SB schools proposal for student athletes draws heat

“I thought it was degrading to this corporation,” said Bill Sniadecki, South Bend Community School Corporation board of trustees member.

The drama continues for the SBCSC over a controversial proposal to lower academic standards for student athletes.

Monday, South Bend’s Common Council is set to vote on a resolution condemning this change.

Ahead of that meeting, there was an informal one between school officials.

Sniadecki was there along with the committee that drafted the original proposal.

He thinks the athletic committee is starting to understand his frustrations with the initial proposal.

Sniadecki is still planning to address the Common Council and present a new proposal with updated language, he thinks, is less insulting to this community.

It was certainly a heated discussion at the SBCSC building Monday afternoon.

“Before they looked at it they were against it, but after they read it and seen it, it kind of mirrored what they were trying to do,” said Sniadecki.

Sniadecki is upset because of the proposal to lower the GPA requirements for student athletes.

So he presented an amendment to the committee, he says, would help stop the negative attention the district’s been attracting.

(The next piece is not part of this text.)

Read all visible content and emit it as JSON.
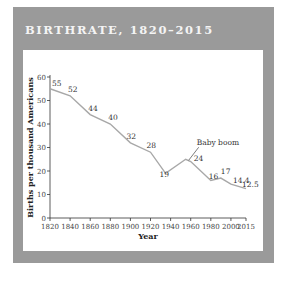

“They all called me and it’s overwhelmingly, the community doesn’t want to lower the standards,” he said.

Sniadecki proposal fell in line with the original plan the district drafted in 2009.

“Keeping our 2.0 but still keeping the kids in there,” he said.

Instead of removing athletes who fall below 2.0, those students would have to attend mandatory study sessions and bring their grades up, passing 70 percent of their classes.

“Still have IHSSA standards to continue to play, plus improving their GPA until they reach that 2.0,” Sniadecki said.

One committee member said tough rules could turn away student athletes.

Sniadecki disagrees.

“I don’t think 2.0 affected our enrollment at all,” he said.